Frontier Airlines and Spirit Airlines are reportedly in talks to merge. Sounds like déjà vu? It is.
Frontier and Spirit first unveiled plans for a $2.9 billion merger in February 2022 that would have created the fifth largest airline in the U.S. Then JetBlue Airways stepped in that April and foiled the plans with a hostile $3-plus billion proposal that Spirit ultimately accepted. That deal collapsed this past March after it was blocked by a federal judge.
Mergers, at face value, have a mixed history. They can result in less competition and higher airfares. But they can also make the resulting airlines stronger and better able to expand to new destinations they could not previously.
But the benefits of combining Frontier and Spirit arguably outweigh the first risk. For one, Spirit is struggling. It’s cutting routes because dozens of its planes are grounded due to engine issues. And, with a big debt bill due next year, it faces a possible bankruptcy that Wall Street analysts think would result in it shrinking — maybe dramatically — in size. And a smaller Spirit would not be good for consumers.
“A national high utilization ultra-low-cost carrier takes away the dynamic of two spill carriers chasing the same cost-conscious traffic,” wrote Tom Fitzgerald, an airline analyst at the investment bank TD Cowen, in a report shared with Travel + Leisure on Wednesday. “The combined entity will likely be in a stronger position to compete in the Southeast and Caribbean.”
And a stronger competitor would be good for consumers, driving down average airfares and giving them more options when they travel.
A combined Frontier-Spirit would be the fifth largest U.S. airline by seats, October schedule data from aviation analytics firm Cirium Diio shows. The airline would even be larger than Alaska Airlines after its recently approved merger with Hawaiian Airlines. It would serve 115 cities, including 24 international destinations in countries such as Colombia, Costa Rica, and Mexico.
Frontier-Spirit would also be the largest airline at South Florida’s second busiest airport, Fort Lauderdale-Hollywood, and the second largest airline in popular destinations like Dallas-Fort Worth, Las Vegas, and Orlando.
And Frontier-Spirit, based on a presentation on the merits of their first merger proposal from 2022, could be strengthened to enter new markets that neither airline serves today, like Eugene, Ore., Ithaca, N.Y., and Worcester, Mass.
First, however, Frontier and Spirit must agree to a deal. That could be part of a potential Chapter 11 bankruptcy filing by Spirit, according to The Wall Street Journal’s report. In the best case scenario, consumers would not begin to see any benefit from a Frontier-Spirit merger until 2026 at the earliest.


Give the total of lines holding the word "this" in the records below, and nothing else.
===== INPUT MATERIAL =====
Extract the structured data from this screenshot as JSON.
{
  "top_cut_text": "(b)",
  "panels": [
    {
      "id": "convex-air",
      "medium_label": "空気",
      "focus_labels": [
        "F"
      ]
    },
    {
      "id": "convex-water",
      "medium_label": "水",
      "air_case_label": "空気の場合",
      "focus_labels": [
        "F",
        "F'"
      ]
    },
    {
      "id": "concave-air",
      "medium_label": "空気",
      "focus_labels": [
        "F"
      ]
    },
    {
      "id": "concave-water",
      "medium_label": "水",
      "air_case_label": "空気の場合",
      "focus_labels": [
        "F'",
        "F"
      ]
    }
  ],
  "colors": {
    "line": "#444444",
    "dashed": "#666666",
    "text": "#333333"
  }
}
=====
===== INPUT MATERIAL =====
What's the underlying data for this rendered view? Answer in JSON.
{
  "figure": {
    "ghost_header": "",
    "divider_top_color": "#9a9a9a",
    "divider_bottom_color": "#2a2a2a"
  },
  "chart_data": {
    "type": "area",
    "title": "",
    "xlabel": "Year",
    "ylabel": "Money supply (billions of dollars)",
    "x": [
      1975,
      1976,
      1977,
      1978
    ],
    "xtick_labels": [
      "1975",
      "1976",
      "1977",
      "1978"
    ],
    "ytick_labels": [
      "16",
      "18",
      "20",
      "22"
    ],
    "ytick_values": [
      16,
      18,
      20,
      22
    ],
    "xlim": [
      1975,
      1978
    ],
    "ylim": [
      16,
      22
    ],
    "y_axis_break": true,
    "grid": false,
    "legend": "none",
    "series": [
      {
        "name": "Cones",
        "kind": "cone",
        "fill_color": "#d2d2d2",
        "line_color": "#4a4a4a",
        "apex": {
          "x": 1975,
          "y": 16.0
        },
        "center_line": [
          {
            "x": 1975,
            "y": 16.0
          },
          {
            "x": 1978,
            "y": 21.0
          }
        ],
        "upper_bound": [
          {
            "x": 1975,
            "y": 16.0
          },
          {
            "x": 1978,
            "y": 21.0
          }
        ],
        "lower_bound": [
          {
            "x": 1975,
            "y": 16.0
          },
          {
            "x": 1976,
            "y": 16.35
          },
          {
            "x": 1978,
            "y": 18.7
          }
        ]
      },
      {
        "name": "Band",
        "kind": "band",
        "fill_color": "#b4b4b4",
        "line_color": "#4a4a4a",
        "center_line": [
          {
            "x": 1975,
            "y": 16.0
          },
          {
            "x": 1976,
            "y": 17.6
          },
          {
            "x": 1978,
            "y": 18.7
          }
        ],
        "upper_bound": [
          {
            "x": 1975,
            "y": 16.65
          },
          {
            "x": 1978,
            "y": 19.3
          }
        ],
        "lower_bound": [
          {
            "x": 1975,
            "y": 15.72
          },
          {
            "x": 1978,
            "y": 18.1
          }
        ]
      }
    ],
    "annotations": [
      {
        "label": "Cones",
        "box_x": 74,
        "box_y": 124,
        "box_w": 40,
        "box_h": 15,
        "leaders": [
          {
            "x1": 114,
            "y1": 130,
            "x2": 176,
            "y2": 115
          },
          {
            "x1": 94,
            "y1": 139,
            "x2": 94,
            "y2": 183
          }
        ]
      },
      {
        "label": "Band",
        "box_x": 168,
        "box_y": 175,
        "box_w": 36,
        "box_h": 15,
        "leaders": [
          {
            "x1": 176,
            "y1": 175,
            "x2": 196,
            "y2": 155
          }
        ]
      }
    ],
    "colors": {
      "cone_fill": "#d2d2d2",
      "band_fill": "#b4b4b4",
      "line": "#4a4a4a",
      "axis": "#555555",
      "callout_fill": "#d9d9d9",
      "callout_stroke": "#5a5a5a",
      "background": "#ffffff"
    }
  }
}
=====
* RESPONSE AREA
2